Joined-Up Life: A Christian Account of How Ethics WorksJoined-Up Life: A Christian Account of How Ethics Works by Andrew Cameron

My rating: 5 of 5 stars

I loved this book.

Each chapter is written to be clear in its own right, and Cameron invites readers to dip into whichever topic interests us. I chose to read right through, however, and can recommend this approach. Though each chapter does stand, there is a clear sense of building the overall argument from chapter 1 to chapter 47.

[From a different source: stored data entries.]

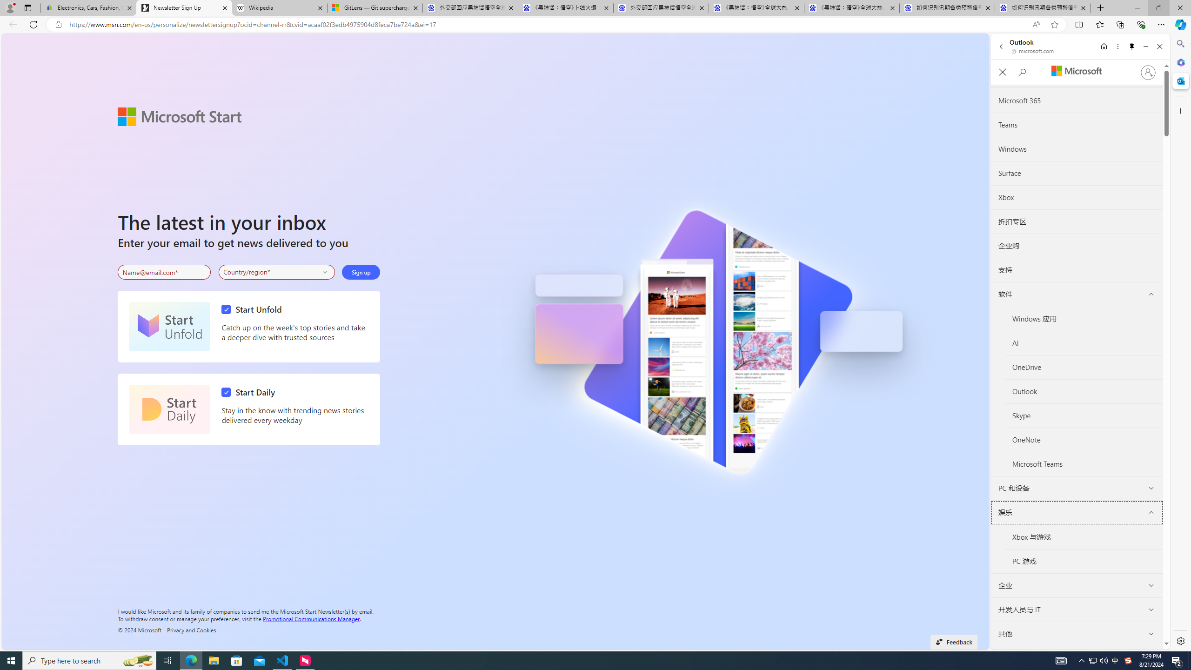  I want to click on Start Unfold, so click(254, 309).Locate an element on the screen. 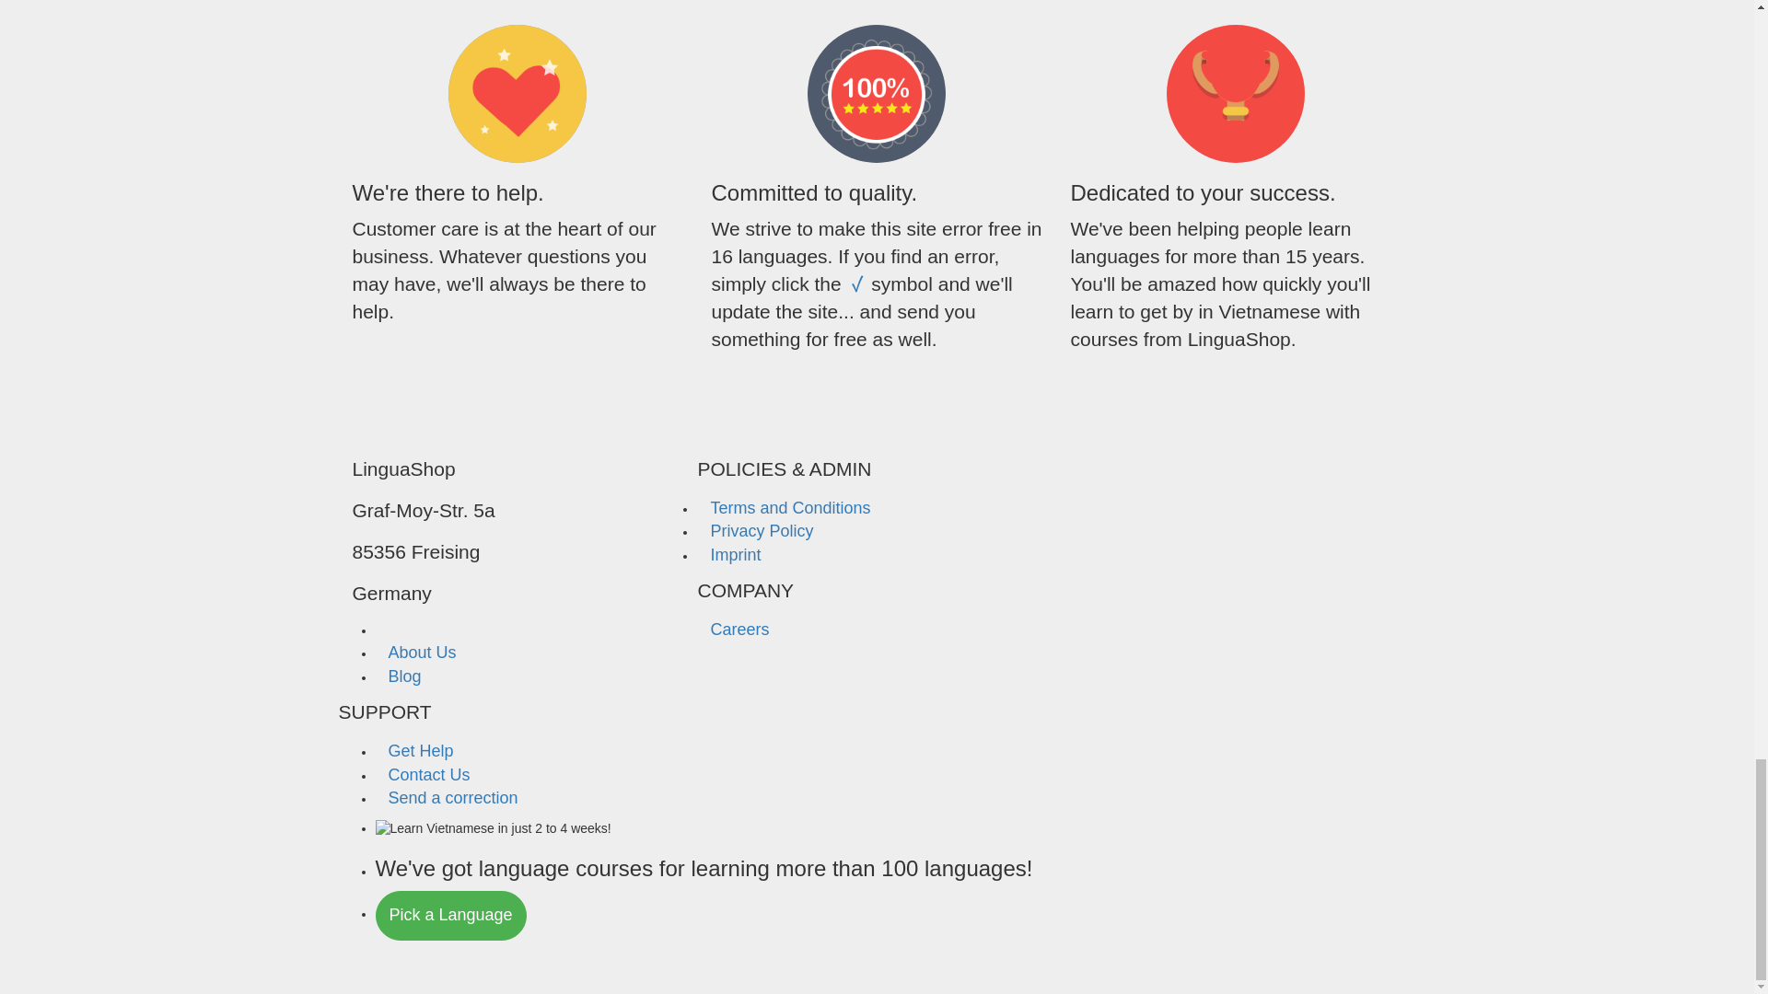 The width and height of the screenshot is (1768, 994). Pick a Language is located at coordinates (451, 915).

There are seven sections. Awareness notes common approaches to ethics. Unawareness uncovers factors too often overlooked as we decide what’s right and wrong. Jesus versus ethics explores the various way the Bible’s message, centred on Jesus, shapes ethics. Five things that matter is where Cameron constructs his ‘unified field.’ Living our lives brings biblical input into contact with an approach not as popular now as it was historically: character or virtue. Life packages looks at some broad life situations (singleness, marriage, work, …). Six hotspots gets into some of the particular issues that often are controversial points of revelation for our differences of opinion.

In this short review it would be neglectful to quickly pass by Cameron’s unified field. His book, I believe, has two parts: constructing the unified field, then employing the unified field. What is it?

In my understanding, the unified field is a set of interconnected inputs for ethical thinking. There is not ‘an answer’ or ‘a single approach’ to ethics – life is more complex and nuanced than that. Therefore ethics is, likewise, more complex.

The elements of the field are these:
Creation: God made things with an order that we can (partially) perceive or learn
Jesus-shaped community: the work of Jesus creates a group of his people dedicated to living a better way, devoted to being in relationships that are shaped by God’s ways
The new future: history has a goal, set by God. This reality will last, and is to impinge on present life
God’s character: God himself has patterns of right and wrong that become normative for his people
Commands: commands are not ‘the’ ethical method. Yet God’s commands give us a quick insight into each of the above four elements

This field is a most helpful way to focus our approach to ethical questions. They do not neglect the major story arc of the Bible – the unfolding of the Saving Lordship of Jesus. Instead, they honour this story arc enough to see how the story of Jesus changes everything in our own story.